The anti-worker bias in the media


Currently we are are experiencing a rare period when employers are finding it hard to fill positions, especially in the lower-wage service sector. But it is telling how differently the media covers this to how they cover the times when unemployment levels are high. The common thread is that in each case, they present the point of view of the employers, not the workers.

Cartoonist Ted Rall accurately captures the differences in the way that the media and the pundit class cover a labor surplus versus a labor shortage.

When jobs are scarce, workers are told to make big changes in their lives to adjust to reality. Now that workers are scarce, however, whiny employers are offered sympathy rather than given advice to change their obsolete business models.

Comments

  1. sonofrojblake says

    I vividly remember starting a chemical engineering degree in 1988, when jobs were plentiful and pay was high.

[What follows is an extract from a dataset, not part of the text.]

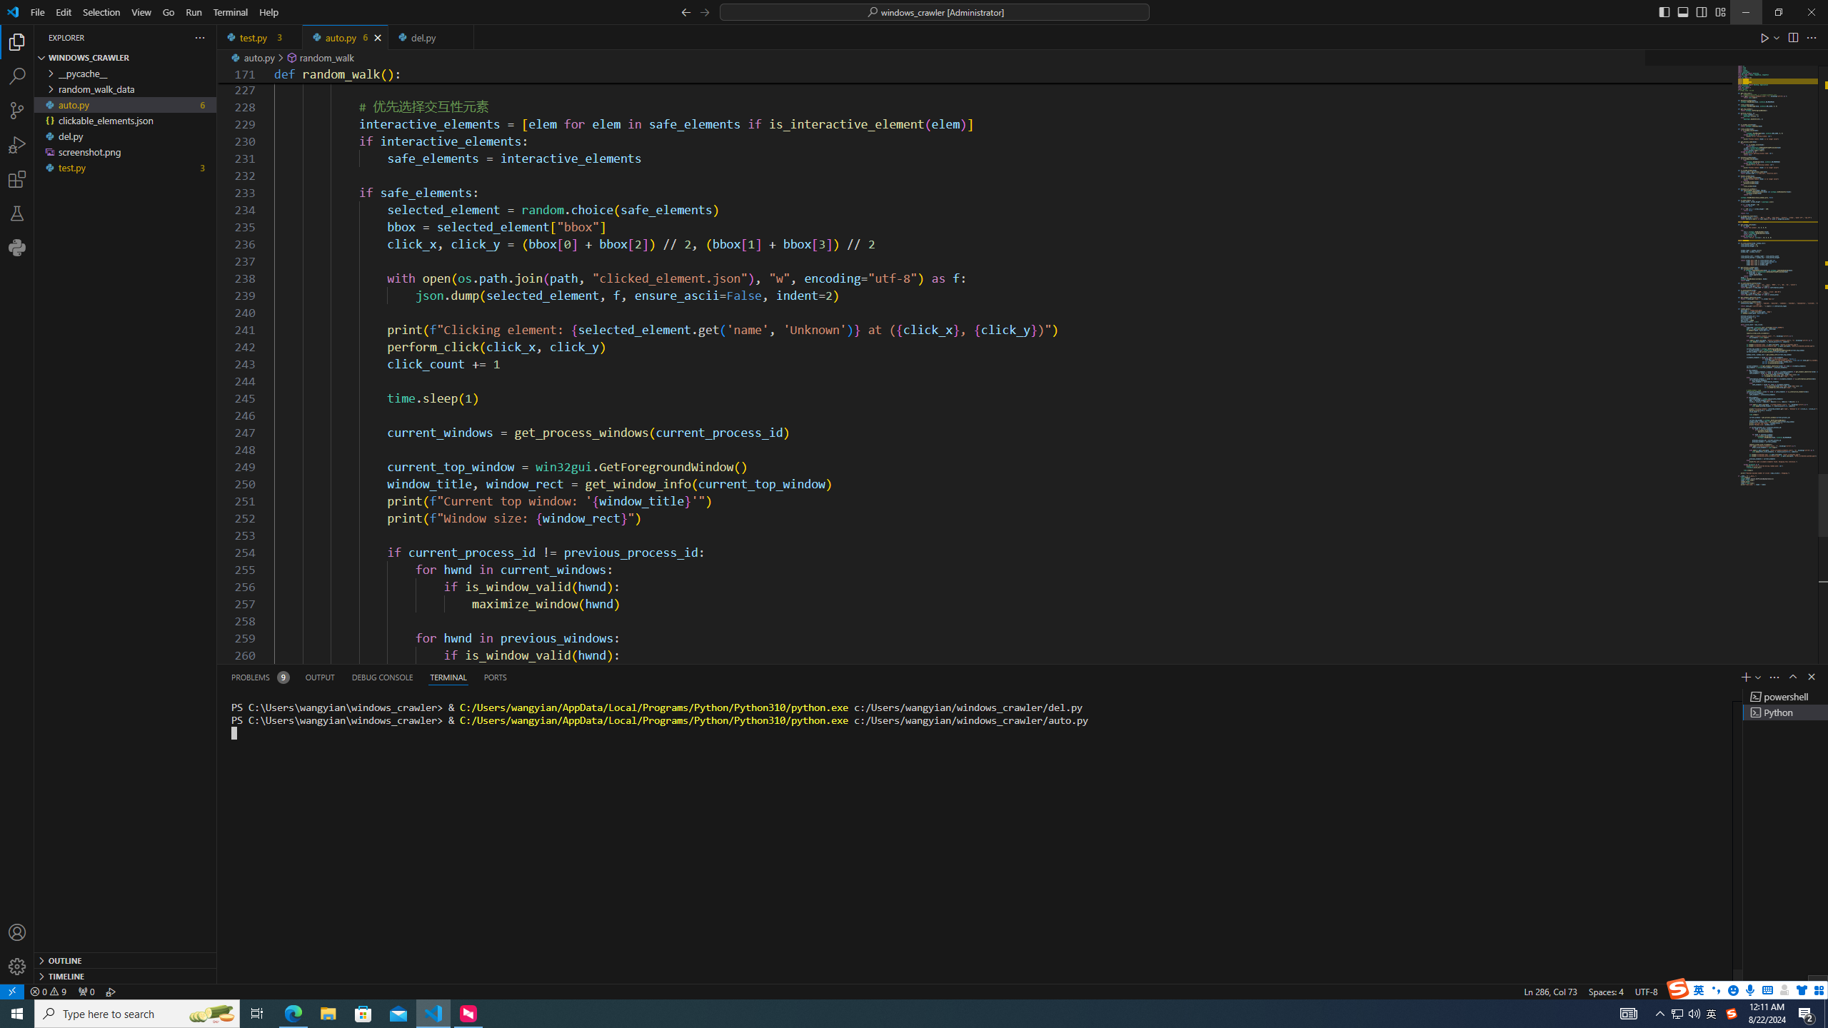 This screenshot has width=1828, height=1028. I want to click on Toggle Secondary Side Bar (Ctrl+Alt+B), so click(1701, 11).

    I vividly remember finishing a chemical engineering degree in 1992, when out of a graduating class of 50, only 2 had managed to secure any employment at all… and those two “coincidentally” had fathers who worked in the industry.

    I vividly remember in about 1995 there being articles in the professional press about the big employers (the petrochem, pharma and bulk chemical sectors) struggling (poor babies) to find good chemical engineers with the requisite two to five years’ experience necessary to move into the sorts of jobs where we’re useful. And I remember thinking “oh you’re having a hard time? Good.” There were literally complaining about the results of the fact that two to five years earlier, they weren’t hiring, as though those consequences were somehow someone else’s fault -- presumably all the inconsiderate chemical engineering graduates who’d fucked off into accountancy or teaching or whatever else it is people do when their skills aren’t valued by the people who came to their school to talk up the profession. Arseholes.

    (Bitter? Me?

    Yes, obviously.)

  2. Venkataraman Amarnath says

    When S&P 500 goes up by 20% noboy complains, but if wages increase by 5% everybody talks about the dreaded inflation.